Amazon Kindle to get Public Library borrowing feature
Amazon on Wednesday announced Kindle Library Lending, a program that will let Kindle users borrow books from more than 11,000 libraries in the United States. The program follows Amazon's person-to-person Kindle Book Lending feature that debuted at the end of 2010 and addresses long-running concerns that e-readers like the Kindle would bypass libraries entirely.
In the program, users will be able to check out Kindle books from their local library, and then add notes and highlights which are synced to the user's Kindle account. If the book is re-rented or purchased, all the annotations and highlighted passages are retained. They do not pass from user to user.
Kindle Book Lending will be powered by OverDrive a cross-platform (Mac, Windows, Android, Blackberry, iOS, Windows Mobile) e-book, audiobook, and media lending platform. OverDrive media supplies more than 500,000 pieces of content to libraries, schools and retailers worldwide.
While the OverDrive lending experience can already be had on mobile and desktop devices, this will be the first time the platform has extended directly onto a dedicated e-reader.
Sony, meanwhile, has been slowly building its Reader Library Program, which launched last year to, in the words of Sony Reader Vice President Phil Lubell "provide librarians with additional resources, enabling them to inform and demonstrate to patrons how to benefit from their growing eBook collections."
Sony's program is currently in place in only about 60 libraries across the United States. OverDrive Media says it is in place in over 13,000 libraries and retailers worldwide.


Task description = Look through the entries below for the string "runs", and copy each line where it is found.

Task data =
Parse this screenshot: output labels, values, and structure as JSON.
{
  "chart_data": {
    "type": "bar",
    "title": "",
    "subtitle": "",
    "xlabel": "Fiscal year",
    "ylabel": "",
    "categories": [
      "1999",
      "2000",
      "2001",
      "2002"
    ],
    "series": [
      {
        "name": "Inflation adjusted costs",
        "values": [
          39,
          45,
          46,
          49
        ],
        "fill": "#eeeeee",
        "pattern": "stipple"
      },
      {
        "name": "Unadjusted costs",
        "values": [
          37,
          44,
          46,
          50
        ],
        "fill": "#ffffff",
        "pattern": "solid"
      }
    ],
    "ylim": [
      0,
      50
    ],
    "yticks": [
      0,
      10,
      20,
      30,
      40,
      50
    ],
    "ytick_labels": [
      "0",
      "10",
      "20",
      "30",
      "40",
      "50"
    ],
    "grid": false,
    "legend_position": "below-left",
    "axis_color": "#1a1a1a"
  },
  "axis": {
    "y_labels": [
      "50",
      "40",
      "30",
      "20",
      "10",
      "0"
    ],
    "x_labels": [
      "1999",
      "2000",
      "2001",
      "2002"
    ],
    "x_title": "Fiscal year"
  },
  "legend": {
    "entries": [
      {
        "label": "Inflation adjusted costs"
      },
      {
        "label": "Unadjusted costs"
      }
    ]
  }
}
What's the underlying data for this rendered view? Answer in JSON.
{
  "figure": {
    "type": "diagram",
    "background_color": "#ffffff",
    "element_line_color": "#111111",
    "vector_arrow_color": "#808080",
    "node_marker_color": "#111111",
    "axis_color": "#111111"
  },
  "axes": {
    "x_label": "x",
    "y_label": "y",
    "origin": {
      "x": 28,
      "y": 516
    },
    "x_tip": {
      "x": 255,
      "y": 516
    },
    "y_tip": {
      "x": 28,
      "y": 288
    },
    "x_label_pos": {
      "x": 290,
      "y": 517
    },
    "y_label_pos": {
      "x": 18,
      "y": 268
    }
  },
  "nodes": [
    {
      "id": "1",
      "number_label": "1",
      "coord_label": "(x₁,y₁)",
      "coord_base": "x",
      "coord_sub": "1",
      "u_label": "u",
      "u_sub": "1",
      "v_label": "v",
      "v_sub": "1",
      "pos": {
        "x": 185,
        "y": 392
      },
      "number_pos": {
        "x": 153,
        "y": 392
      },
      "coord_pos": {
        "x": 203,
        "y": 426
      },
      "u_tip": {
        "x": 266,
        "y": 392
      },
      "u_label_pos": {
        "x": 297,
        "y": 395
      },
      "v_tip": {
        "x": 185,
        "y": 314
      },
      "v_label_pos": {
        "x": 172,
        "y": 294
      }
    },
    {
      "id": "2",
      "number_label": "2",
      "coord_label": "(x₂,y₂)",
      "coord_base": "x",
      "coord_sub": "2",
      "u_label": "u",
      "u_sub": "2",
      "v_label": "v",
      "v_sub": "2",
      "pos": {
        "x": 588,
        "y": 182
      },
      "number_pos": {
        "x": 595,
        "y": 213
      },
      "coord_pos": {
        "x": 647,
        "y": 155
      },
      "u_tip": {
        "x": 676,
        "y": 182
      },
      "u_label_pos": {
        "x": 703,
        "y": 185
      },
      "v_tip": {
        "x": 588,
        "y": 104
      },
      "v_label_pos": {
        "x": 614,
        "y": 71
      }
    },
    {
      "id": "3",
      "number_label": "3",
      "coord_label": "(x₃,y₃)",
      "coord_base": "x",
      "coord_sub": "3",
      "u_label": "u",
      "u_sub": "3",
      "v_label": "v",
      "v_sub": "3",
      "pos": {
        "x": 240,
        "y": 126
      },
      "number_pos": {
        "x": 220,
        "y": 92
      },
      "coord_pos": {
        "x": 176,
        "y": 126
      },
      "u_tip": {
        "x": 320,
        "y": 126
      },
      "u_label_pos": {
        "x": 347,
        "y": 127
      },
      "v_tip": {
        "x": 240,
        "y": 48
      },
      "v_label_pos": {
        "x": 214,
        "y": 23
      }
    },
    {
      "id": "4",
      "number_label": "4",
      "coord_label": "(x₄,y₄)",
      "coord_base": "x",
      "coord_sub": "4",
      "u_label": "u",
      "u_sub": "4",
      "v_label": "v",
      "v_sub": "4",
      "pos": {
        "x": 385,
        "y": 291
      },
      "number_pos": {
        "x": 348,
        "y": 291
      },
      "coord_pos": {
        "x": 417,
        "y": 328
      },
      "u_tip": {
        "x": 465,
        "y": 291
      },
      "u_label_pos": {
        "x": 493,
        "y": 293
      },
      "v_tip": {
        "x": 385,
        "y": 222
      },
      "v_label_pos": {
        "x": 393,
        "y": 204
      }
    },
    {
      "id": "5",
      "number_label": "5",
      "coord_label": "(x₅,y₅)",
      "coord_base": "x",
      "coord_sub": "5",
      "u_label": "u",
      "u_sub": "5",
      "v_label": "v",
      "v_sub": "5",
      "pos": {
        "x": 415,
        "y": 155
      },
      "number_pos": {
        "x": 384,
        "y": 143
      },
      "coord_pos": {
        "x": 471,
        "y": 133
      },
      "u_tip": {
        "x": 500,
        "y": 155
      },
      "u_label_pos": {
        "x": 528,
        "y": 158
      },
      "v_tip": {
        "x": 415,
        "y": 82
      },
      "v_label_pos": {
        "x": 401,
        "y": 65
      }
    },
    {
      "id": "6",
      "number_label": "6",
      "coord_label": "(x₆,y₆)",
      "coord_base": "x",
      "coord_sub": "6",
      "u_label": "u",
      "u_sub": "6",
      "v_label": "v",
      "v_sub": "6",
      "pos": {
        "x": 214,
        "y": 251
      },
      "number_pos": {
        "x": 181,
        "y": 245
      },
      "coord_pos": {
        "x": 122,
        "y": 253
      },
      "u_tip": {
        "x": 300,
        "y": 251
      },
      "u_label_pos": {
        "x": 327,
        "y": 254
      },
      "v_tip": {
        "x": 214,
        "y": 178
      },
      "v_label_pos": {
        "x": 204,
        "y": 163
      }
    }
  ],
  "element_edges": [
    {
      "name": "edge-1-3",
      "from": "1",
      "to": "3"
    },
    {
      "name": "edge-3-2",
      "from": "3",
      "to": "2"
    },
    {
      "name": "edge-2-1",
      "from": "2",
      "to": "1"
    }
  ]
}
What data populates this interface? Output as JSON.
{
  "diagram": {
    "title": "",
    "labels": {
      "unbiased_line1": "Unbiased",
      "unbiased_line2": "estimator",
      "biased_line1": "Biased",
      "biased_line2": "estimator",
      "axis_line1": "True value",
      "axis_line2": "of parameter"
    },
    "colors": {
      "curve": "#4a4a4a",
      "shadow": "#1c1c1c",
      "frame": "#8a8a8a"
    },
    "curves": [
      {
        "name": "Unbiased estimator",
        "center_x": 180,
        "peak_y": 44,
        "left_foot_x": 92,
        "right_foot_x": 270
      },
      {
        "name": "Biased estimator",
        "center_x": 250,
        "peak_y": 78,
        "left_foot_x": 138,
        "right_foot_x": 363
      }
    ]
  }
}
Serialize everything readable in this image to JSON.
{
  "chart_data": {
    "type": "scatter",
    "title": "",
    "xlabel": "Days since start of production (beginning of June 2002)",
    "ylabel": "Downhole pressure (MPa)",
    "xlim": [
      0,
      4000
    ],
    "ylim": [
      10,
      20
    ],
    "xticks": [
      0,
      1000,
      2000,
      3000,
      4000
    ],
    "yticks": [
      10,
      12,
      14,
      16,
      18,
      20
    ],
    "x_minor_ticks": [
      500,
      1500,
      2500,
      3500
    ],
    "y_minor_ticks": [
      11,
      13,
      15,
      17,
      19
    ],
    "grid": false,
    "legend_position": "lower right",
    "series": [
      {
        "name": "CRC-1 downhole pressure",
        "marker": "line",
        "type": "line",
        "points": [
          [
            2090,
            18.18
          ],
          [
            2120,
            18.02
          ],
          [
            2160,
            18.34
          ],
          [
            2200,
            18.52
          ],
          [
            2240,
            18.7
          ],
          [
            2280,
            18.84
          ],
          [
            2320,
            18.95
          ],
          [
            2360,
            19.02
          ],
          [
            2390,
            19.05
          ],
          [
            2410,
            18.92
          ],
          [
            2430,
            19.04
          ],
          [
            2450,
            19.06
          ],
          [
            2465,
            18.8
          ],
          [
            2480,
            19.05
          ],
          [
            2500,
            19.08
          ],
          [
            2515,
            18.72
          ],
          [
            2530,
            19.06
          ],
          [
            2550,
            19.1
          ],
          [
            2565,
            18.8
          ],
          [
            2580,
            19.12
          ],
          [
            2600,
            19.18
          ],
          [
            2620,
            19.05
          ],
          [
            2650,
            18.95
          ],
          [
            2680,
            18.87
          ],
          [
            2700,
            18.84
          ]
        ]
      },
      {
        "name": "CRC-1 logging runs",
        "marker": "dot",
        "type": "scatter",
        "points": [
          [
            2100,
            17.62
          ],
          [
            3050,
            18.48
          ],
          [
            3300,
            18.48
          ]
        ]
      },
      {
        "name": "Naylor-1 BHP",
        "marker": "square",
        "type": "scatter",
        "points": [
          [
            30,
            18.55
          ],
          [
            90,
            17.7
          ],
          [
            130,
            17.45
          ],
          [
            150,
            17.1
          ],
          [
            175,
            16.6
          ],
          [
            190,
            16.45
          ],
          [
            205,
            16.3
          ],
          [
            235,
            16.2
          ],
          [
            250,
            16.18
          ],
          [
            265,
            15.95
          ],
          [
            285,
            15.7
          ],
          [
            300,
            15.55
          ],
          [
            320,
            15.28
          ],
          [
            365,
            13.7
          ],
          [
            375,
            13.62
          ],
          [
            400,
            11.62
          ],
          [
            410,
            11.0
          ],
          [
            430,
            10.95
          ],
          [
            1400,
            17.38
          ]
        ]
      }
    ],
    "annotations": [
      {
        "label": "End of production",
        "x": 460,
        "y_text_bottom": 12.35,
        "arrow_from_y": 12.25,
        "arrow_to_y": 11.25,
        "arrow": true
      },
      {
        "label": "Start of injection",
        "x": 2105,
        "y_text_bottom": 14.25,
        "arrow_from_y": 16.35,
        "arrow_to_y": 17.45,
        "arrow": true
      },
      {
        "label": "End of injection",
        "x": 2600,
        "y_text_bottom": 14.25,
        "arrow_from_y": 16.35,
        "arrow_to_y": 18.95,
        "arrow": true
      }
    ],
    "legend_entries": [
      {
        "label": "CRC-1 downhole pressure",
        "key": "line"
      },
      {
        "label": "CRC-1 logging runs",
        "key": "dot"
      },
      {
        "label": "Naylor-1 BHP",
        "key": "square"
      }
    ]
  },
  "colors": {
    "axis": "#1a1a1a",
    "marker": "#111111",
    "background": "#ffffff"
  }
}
==
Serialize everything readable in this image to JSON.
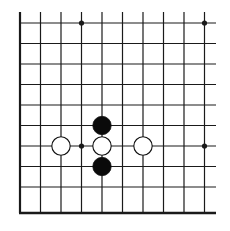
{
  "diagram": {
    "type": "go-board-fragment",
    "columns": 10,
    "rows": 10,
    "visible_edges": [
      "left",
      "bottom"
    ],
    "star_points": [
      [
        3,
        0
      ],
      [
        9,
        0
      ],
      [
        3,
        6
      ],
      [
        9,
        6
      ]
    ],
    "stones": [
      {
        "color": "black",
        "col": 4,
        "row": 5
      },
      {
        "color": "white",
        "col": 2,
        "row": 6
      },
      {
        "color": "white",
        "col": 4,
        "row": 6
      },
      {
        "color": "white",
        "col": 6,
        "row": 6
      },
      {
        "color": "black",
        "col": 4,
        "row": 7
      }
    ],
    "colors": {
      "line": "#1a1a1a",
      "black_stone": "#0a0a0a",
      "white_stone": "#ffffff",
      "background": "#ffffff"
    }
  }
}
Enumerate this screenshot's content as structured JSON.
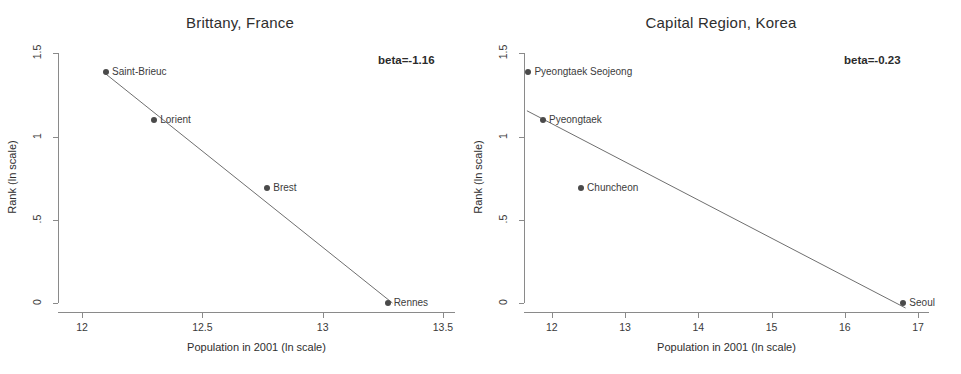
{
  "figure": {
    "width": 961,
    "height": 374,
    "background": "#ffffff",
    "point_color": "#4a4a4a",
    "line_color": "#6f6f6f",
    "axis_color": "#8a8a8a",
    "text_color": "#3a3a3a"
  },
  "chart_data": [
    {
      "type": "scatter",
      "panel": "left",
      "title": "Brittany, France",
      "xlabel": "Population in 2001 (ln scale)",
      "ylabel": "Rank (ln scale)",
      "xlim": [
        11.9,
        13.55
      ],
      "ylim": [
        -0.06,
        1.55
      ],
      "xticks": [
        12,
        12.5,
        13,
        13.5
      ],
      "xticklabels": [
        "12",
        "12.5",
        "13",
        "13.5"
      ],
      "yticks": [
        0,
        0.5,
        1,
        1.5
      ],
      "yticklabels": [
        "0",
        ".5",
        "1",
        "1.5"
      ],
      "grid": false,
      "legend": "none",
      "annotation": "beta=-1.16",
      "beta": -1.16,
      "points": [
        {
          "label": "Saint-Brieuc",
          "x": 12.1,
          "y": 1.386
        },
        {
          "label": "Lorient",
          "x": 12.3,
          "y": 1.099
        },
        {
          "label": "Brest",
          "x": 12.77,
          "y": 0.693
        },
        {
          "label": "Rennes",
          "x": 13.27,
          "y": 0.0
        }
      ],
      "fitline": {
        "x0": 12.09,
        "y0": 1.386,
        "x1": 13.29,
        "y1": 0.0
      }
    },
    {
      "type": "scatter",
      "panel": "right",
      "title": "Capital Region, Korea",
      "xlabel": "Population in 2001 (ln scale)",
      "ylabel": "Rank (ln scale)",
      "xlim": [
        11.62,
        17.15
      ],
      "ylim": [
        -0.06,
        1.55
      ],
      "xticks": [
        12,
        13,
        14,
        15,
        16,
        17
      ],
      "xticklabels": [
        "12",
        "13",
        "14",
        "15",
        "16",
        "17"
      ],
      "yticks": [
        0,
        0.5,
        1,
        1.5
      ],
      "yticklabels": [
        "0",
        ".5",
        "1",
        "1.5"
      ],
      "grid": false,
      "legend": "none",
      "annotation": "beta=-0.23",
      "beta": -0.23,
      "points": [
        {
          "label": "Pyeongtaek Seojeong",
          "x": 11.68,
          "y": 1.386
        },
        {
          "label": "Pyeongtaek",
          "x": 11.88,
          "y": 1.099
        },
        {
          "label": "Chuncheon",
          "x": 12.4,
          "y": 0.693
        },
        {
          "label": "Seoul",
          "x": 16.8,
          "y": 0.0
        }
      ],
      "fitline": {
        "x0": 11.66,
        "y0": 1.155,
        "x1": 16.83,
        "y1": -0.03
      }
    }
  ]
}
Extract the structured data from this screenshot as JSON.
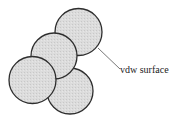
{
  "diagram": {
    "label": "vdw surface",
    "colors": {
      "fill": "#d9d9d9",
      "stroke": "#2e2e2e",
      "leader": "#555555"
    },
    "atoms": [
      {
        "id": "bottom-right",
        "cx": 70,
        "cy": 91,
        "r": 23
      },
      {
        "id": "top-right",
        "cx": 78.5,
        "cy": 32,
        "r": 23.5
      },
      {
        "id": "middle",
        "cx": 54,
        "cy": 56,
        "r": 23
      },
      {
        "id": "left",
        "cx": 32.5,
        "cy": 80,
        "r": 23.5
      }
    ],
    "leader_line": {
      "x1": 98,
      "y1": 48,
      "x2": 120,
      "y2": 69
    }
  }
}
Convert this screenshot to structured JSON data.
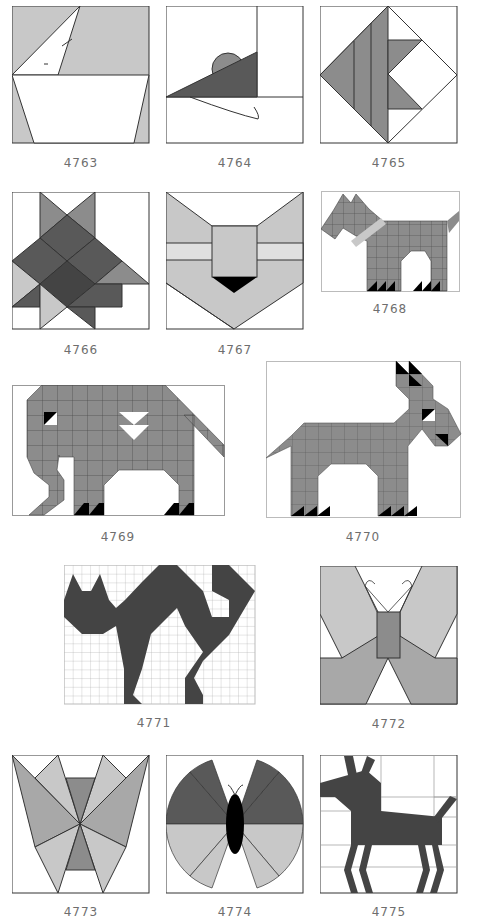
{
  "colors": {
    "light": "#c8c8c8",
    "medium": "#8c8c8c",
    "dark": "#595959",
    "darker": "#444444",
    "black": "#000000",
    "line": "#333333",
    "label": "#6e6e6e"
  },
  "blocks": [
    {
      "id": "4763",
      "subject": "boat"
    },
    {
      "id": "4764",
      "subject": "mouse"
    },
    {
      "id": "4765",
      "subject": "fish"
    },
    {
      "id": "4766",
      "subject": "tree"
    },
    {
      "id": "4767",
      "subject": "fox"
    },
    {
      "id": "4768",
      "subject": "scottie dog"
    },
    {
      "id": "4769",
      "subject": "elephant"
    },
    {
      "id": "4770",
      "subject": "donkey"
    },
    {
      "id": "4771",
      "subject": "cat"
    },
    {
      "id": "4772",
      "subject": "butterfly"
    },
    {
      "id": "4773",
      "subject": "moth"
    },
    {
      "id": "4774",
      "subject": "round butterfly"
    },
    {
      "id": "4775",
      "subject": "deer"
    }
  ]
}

Response area =
        "name": "CRC-1 logging runs",
        "label": "CRC-1 logging runs",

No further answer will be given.